Johnnie bowed very low. This was extraordinary favour. He knew, of course, that the King would never tilt with him, but he recognised the compliment.
He knew, again, that his star was high in the ascendant. The son of the great Charles V was reserved, cautious, suspicious of all men—except when, in private, he would unbend to buffoons and vulgar rascals like Sir John Shelton—and the icy gravity of his deportment to courtiers seldom varied.
Commendone was quite aware that the King did not class him with men of Shelton's stamp. He was the more signally honoured therefore.
"This night," His Grace continued, "after the jousts, your attendance will be excused, Señor. I retire early to rest."
The Esquire bowed, but he had caught a certain gleam in the King's small eyes. "Duck Lane or Bankside!" he thought to himself. "Thank God he hath not commanded me to be with him."
Johnnie was beginning to understand, more than he had hitherto done, something of his sudden rise to favour and almost intimacy. The King Consort was trying him, testing him in every way, hoping to find at length a companion less dangerous and drunken, a reputation less blown upon, a servant more discreet....
He could have spat in his disgust. What he had tolerated in others before, though loftily repudiated for himself, now became utterly loathsome—in King or commoner, black and most foul.
The King wore a mask; Johnnie wore one also—there was finesse in the game between master and servant. And to-night the King would wear a literal mask, the "maschera," which Badovardo speaks of when he set down the frailties of this monarch for after generations to read of: "Nelle piaceri delle donnè è incontinente, predendo dilletatione d'andare in maschera la notte et nei tempi de negotii gravi."

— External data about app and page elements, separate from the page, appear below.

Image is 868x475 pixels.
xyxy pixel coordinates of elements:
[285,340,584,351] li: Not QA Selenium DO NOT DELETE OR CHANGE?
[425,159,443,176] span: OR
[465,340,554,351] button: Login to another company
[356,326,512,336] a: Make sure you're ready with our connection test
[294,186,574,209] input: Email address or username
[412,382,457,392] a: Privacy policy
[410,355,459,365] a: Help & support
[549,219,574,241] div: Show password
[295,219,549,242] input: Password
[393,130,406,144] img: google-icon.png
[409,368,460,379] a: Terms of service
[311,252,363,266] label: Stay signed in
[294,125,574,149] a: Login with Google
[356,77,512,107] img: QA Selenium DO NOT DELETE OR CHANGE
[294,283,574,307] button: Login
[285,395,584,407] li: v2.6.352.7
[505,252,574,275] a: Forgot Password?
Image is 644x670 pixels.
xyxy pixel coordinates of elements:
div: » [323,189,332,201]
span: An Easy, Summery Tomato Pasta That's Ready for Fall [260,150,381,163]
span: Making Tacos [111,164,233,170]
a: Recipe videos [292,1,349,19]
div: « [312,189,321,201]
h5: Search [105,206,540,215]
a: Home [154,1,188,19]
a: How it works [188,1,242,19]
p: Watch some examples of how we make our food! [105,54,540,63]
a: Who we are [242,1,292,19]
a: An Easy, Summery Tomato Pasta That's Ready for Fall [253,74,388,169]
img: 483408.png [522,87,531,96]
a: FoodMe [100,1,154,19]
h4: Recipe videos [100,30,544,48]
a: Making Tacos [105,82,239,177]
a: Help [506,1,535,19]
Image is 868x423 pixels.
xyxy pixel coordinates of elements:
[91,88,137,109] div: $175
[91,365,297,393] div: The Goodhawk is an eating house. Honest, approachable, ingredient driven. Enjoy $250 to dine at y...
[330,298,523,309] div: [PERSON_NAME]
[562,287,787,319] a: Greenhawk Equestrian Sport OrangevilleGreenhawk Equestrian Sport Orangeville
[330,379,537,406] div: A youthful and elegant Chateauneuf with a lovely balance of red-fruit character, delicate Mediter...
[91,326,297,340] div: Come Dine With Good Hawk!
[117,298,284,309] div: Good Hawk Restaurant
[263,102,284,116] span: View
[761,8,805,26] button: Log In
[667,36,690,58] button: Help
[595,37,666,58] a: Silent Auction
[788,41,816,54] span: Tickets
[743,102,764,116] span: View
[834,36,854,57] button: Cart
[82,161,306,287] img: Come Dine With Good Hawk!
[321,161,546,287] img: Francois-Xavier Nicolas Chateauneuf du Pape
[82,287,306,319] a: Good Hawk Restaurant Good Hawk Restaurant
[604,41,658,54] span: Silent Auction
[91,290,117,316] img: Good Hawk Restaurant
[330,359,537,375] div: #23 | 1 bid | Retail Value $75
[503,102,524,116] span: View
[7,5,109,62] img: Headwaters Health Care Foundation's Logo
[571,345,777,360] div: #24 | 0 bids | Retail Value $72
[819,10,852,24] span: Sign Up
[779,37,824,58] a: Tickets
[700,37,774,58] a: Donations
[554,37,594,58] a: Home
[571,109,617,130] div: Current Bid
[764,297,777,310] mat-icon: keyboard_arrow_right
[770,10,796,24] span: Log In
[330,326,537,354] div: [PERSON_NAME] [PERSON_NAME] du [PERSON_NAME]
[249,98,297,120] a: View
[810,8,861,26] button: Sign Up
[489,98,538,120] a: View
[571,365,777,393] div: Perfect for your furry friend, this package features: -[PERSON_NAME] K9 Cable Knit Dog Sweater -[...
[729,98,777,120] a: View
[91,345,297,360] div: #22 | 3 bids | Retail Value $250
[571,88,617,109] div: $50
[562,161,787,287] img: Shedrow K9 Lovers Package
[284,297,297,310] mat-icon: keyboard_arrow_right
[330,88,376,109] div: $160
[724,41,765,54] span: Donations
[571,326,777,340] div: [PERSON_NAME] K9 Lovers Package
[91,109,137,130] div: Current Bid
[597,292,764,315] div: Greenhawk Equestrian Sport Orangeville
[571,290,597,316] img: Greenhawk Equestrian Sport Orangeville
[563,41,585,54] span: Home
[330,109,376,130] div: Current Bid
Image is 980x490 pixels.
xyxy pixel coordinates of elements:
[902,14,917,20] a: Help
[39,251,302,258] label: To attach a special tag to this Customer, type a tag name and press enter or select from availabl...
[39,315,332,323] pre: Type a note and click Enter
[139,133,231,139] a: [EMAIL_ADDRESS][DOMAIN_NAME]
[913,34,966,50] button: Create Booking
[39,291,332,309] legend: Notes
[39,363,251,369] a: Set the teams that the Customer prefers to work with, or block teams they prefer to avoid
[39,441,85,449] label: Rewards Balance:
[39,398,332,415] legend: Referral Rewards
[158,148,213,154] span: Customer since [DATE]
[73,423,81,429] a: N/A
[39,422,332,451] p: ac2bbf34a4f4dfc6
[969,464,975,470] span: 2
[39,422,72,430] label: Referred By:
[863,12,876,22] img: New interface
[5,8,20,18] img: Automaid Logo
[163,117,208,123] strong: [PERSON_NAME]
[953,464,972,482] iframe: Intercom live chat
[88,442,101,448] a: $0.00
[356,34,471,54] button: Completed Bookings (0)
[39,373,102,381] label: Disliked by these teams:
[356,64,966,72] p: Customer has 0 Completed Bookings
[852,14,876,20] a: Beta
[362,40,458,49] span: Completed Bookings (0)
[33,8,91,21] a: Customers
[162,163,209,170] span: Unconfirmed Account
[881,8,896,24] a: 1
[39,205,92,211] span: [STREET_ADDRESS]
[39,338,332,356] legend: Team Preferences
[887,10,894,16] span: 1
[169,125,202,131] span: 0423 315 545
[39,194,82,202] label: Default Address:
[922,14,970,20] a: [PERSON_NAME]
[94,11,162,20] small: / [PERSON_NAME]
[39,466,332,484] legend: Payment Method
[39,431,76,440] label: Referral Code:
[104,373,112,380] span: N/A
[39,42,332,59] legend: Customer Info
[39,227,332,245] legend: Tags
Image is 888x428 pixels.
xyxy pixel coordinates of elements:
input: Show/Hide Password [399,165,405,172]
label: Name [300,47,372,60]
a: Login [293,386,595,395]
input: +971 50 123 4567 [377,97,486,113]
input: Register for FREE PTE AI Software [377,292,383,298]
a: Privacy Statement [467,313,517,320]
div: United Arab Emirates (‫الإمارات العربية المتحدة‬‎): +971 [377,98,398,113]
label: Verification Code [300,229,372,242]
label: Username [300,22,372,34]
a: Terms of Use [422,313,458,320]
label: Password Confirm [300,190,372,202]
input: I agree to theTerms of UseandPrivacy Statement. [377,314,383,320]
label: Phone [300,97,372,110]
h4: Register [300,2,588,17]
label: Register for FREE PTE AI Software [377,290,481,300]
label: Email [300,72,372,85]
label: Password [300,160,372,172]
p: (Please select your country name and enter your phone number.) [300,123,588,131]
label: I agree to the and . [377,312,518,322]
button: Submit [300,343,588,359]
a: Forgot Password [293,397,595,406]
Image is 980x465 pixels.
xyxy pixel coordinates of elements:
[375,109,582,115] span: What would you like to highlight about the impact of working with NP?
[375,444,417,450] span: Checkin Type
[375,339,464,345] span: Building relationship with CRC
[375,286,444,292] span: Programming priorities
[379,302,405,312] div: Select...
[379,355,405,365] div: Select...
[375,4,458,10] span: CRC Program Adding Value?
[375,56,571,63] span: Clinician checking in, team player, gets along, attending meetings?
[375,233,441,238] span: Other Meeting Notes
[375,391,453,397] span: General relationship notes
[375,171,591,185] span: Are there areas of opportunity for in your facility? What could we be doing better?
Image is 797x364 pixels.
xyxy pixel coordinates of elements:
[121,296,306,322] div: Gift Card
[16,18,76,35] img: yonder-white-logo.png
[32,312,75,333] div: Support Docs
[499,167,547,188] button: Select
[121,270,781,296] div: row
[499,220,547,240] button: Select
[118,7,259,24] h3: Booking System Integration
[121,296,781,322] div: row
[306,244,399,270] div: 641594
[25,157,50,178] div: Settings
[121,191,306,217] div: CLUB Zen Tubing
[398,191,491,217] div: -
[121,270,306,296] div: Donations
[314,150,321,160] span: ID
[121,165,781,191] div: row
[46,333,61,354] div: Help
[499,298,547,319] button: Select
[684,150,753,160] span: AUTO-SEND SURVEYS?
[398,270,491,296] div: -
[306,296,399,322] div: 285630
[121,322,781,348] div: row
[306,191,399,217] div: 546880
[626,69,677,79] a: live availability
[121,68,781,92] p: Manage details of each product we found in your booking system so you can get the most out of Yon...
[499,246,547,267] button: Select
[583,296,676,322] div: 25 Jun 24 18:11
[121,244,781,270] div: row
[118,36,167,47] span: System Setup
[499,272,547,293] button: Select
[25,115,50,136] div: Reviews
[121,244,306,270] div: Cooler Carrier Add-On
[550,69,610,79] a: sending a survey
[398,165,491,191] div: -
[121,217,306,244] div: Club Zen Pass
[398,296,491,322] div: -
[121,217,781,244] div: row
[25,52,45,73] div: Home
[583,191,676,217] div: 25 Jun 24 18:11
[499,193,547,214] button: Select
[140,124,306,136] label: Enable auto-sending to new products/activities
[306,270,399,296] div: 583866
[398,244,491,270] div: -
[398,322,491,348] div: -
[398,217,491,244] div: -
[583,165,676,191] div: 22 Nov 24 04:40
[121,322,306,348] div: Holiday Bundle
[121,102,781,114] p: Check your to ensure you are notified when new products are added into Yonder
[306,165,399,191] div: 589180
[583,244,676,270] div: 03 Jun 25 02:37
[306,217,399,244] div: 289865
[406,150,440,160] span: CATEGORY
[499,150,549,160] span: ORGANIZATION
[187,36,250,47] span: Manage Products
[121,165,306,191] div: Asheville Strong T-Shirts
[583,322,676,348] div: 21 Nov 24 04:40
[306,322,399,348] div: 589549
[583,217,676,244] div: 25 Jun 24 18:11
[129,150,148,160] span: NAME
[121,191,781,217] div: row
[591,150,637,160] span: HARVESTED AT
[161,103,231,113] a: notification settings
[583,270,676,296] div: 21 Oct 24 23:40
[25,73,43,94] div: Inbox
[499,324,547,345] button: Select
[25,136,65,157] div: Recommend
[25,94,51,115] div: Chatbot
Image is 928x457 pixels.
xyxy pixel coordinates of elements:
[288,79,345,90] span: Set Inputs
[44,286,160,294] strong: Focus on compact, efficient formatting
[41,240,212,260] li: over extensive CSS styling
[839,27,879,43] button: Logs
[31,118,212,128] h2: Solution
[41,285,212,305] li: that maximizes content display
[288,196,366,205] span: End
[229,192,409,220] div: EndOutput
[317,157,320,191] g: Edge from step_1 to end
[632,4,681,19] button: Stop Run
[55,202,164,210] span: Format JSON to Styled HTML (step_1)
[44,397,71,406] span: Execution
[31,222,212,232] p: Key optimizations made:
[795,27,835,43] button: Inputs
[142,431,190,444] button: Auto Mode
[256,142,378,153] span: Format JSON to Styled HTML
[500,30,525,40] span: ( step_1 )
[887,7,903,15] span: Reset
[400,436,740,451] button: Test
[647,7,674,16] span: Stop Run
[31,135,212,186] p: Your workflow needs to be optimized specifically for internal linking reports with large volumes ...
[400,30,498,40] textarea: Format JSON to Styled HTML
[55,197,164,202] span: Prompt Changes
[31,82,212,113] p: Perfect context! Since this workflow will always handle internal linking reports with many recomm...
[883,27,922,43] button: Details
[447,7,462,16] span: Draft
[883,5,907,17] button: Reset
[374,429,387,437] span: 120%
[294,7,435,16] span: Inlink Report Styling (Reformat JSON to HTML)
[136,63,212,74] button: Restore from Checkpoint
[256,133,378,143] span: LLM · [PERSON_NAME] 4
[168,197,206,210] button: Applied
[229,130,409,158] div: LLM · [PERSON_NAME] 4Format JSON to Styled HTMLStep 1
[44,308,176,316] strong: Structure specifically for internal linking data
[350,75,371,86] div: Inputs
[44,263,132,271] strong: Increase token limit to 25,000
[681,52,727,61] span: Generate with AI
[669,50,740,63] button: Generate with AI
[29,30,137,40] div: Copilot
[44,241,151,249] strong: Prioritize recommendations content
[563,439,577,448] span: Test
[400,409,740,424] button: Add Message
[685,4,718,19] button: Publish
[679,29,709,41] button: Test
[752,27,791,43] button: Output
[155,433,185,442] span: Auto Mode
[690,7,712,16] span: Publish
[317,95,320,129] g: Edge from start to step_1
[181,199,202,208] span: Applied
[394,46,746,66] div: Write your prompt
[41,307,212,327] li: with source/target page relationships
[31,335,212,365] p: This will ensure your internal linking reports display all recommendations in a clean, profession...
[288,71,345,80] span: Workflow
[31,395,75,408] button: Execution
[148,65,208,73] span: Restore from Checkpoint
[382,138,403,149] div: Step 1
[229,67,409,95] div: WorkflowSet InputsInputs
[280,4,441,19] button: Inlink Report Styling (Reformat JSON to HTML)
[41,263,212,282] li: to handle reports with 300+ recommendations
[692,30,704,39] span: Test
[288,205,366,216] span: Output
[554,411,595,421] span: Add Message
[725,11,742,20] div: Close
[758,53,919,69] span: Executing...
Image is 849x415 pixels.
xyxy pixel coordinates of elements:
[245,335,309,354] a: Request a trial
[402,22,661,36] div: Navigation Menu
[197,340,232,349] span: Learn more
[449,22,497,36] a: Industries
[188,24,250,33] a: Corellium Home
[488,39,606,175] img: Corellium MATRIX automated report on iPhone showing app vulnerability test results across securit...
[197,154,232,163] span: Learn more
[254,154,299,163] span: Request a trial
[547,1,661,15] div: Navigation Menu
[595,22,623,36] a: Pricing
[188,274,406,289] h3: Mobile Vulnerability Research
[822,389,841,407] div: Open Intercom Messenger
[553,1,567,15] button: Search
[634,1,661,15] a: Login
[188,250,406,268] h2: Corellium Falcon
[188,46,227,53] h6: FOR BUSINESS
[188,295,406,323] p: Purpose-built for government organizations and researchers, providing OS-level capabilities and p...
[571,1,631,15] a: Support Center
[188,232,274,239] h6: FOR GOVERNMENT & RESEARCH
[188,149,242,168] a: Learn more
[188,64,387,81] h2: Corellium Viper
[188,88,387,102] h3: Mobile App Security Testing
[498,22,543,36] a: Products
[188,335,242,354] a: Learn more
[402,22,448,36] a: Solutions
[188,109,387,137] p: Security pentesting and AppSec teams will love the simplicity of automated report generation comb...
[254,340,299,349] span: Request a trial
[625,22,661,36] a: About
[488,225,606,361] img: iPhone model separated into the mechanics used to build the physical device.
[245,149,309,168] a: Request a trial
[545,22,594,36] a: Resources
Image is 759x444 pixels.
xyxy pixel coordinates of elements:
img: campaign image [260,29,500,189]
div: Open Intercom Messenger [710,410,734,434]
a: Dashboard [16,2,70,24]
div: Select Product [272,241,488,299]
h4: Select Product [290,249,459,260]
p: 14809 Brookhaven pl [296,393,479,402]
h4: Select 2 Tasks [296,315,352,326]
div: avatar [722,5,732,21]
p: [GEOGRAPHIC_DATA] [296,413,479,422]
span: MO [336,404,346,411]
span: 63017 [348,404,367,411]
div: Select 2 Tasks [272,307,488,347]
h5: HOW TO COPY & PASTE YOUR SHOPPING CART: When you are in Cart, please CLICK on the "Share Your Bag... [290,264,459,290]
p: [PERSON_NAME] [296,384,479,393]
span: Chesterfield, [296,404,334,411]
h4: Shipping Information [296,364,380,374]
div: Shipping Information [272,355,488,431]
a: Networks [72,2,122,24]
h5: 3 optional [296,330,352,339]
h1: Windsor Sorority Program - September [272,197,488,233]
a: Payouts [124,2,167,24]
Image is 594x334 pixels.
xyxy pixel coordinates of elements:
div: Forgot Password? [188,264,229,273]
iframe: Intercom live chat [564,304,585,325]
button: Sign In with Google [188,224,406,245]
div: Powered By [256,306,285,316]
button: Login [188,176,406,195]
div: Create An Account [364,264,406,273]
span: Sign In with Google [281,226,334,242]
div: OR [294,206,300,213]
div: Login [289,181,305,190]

Then and there Johnnie made a resolution, one which had been nascent in his mind for many hours. He would have done with the Court as soon as may be. Ambition, so new a child of his brain, was already dead. He would marry, retire from pageant and splendour even as his father had done years and years ago. With Elizabeth by his side he would once more live happily among the woods and wolds of Commendone.
Torromé, the criado or valet, came into the room again from the bed-chamber. His Highness was to change his clothes once more—at high noon he must be with the Queen upon State affairs. The Chancellor and Lord Wharton were coming, and with them Brookes, the Bishop of Gloucester, the papal sub-delegate, and the Royal Proctors, Mr. Martin and Mr. Storey.